(CNN) COVID-19 presents a once-in-a-generation challenge. But this painfully unpredictable new world conjures a risk of miscalculation between global adversaries, in conflicts where knowns and norms held crisis at bay.
It throws normal assessments off balance. It introduces the possibility that a troublesome neighbor may be weak, or a long-term threat not as threatening as it has been for the past decades. Governments or militaries may see opportunity -- or danger -- where before certainties of response meant they ruled it out.
As I write, an extraordinary tit-for-tat is occurring between the Iranian-backed Iraqi Shia militia group Kataib Hezbollah and the United States. Three Coalition personnel were killed by rocket fire in Iraq, prompting CENTCOM to retaliate, leveling Kataib Hezbollah facilities and possibly killing their personnel.
In normal times, this would chime with the US killing in January of top Iranian commander Qasem Soleimani, and hint at an escalation towards open conflict. Does the minimal attention this escalation is getting mean it will pass without further incident, or rapidly develop into something worse? We simply don't know. Against the backdrop of a pandemic, all normal bets are off.
Iran is the first, big uncertainty in the equation. COVID-19 has likely left it vulnerable, weak and angry. Washington's campaign of "maximum pressure," sanctions and other less visible methods of punishment, has inflicted some damage. But according to Ali Vaez, Crisis Group's Iran Project Director, the Trump administration may see "the outbreak as the final nail in the Iranian economy's coffin and (be) likely less interested in any mutually beneficial compromise."
Vaez warns that Iran will not negotiate with its current weak hand and will instead probably "significantly escalate -- both in the region and in the nuclear realm -- to accumulate leverage" ahead of possible talks in the future, maybe with another US administration.
"Washington's self-confidence and Tehran's diffidence increases the risk of miscalculation on both sides," he adds.
The Trump administration's tearing up of the rules of US behavior and global conduct have led to so many recalculations globally, in frozen conflicts, hot wars, and nascent peace efforts. Yet the idea they could be entirely distracted is another wild card in a global poker game where Washington used to have the best hand.

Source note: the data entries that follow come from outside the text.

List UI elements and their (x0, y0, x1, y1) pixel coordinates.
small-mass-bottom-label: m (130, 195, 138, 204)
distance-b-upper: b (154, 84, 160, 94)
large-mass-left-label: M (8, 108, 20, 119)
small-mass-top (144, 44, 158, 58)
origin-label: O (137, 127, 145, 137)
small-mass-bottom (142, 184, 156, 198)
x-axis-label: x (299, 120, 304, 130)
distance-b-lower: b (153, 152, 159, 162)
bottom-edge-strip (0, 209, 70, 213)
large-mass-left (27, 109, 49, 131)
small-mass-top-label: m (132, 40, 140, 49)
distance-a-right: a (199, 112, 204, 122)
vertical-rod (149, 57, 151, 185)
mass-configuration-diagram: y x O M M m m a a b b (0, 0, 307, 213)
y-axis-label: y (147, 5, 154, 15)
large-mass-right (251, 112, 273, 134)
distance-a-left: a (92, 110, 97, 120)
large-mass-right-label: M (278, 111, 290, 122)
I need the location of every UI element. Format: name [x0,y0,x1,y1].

Does China -- hit hard, but in part recovering earlier from COVID-19 than the rest of the world -- feel emboldened? What does that mean for the South China Sea, for Hong Kong's protest movement? For trade negotiations with a US plunging towards recession? For Washington and Beijing's perceptions of each other and their own clout when this has passed?
Deterrents are also delayed. Already, NATO military exercises across Europe, ones that were meant to show strength and readiness against a resurgent Russia, have been scaled back. That message, that the US is ready to deploy to Europe at a scale and pace not seen since the Nazis, will be diluted. What does that mean for Russia's increased ambitions in the Arctic? For the peace talks stumbling in Ukraine, where Moscow and Kiev have incompatible visions for elections in the separatist areas in October? If you are an opportunist and a pragmatist, like Vladimir Putin, this sort of moment is suited to your daily arithmetic.

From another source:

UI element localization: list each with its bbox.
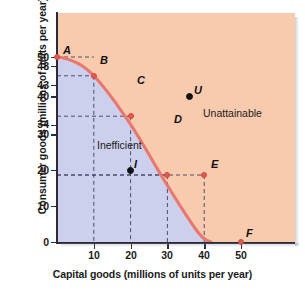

And finally, we should not forget the impact of the Trump administration's scattered, bombastic, delayed and fact-o-phobic response. The US' enemies are watching. Everyone is watching everyone else.
Joshua Geltzer, a former member of the Obama National Security Council and visiting professor of law at Georgetown Law Center's Institute for Constitutional Advocacy and Protection, said: "If you are a government that has any spare capacity, you will be assessing how this has affected others. You will see other countries perhaps lose some key personnel. That may not immediately change the balance of power but it may have some effect."
Adversaries gauge each other's responses, even to a crisis whose aspects are unrelated to their own conflict, to see how adaptable they are.
"It turns out that the Kremlin heavily annotated Reagan's speech when he was talking about not giving an inch to striking air traffic controllers," Geltzer said. "They concluded that if he was really willing to risk letting planes fall out of the sky, then he in fact was tough."
Geltzer added that different crises need different types of readiness, but said that "if you zoom out far enough, the question is about the federal government's ability to respond swiftly to crisis. At that level, other countries will draw inferences."
The virus has struck at a time when alliances that had endured and stabilized the world since the 1940s were already at great strain.
The inward instincts, the isolation, the nationalism and pettiness of the Trump administration had caused perhaps the biggest rethink since 9/11. Now a wild card -- one that does not discriminate, that does not have a calculable end in sight, that knows no borders, that cannot be planned for effectively -- is shaking what little solid math remained.
In the months that this virus spreads, ebbs, and even fades, its impact may be felt unexpectedly, chillingly, tangentially as adversaries see opportunity and sense loss in its wake.